The Nazarene hospital has been recognized as one of the best in Papua New Guinea, which is about the combined size of the states of Kansas, Oklahoma and Arkansas. Nathan said that the PNG government recently cut medical spending in the nation, which has increased opportunities for service by the hospital.
“Here, we take for granted that when you show up to the ER, that you’ll see a doctor and that you’ll see one in a timely fashion,” Nathan said. “In most of the hospitals in Papua New Guinea, when you show up you may be admitted for seven days before you see a doctor. A lot of the doctors in the secular hospitals moonlight. They’ll go out and do private clinics because that’s how they make their money.
“One of the big distinctions of our hospital is that when you go, if you need to see a doctor, you’ll see a doctor. When you go there, you’re getting the best care possible.”
The hospital lacks the resources that are typical in American medical facilities.

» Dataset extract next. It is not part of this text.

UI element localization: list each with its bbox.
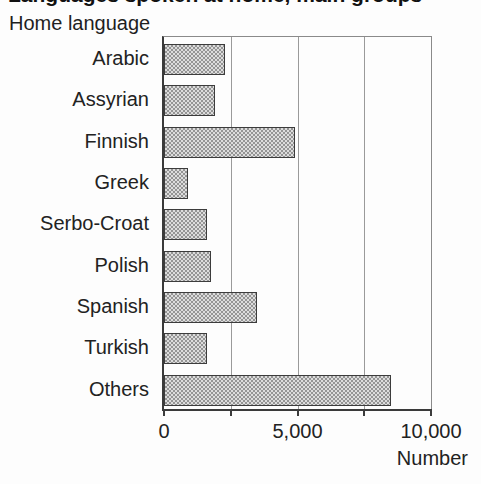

It doesn’t have a CT scanner or a catharization lab – “things that we just take for granted,” he said. “The hospital gives the best care they can by understanding medicine and physiology.”
The nurses can handle a lot of what doctors would normally handle, he said.
“I don’t know if they’re officially called nurse practitioners, but they function like a nurse practitioner. Because when they go out to these remote clinics, often they’re the only one at these places that are treating and diagnosing. They can call and get help from the parent hospital, but you can’t see the patient who’s days away by hike or an hour or more plane ride.”
The hospital meets spiritual as well as medical needs, they said. Nurses are also trained in ministry and go into the villages throughout the mountainous country surrounding Kudjip, planting a number of churches in surrounding communities.
A lot of the churches in the country were actually started through medical mission efforts, Nathan said.
Chaplains visit patients daily and doctors will often talk with patients about spiritual concerns.
About 15 percent of patients are there because of violent trauma, Nathan said.
“Domestic violence is huge, as is car accidents. So, a lot of these people, if there wasn’t a hospital with physicians there, they would die.”
Beckey recalled a conversation with a couple who has served in rural Papua New Guinea.
“Rural is a day’s hike, or multiple days hikes, or you fly in. When they got to the village, 70 percent of the babies were dying. They were able to teach them just some basic medical care and how to take care of the babies. Seventy percent started surviving.”
“The whole system is integrated to try to change the healthcare of that region and the country, to improve it.”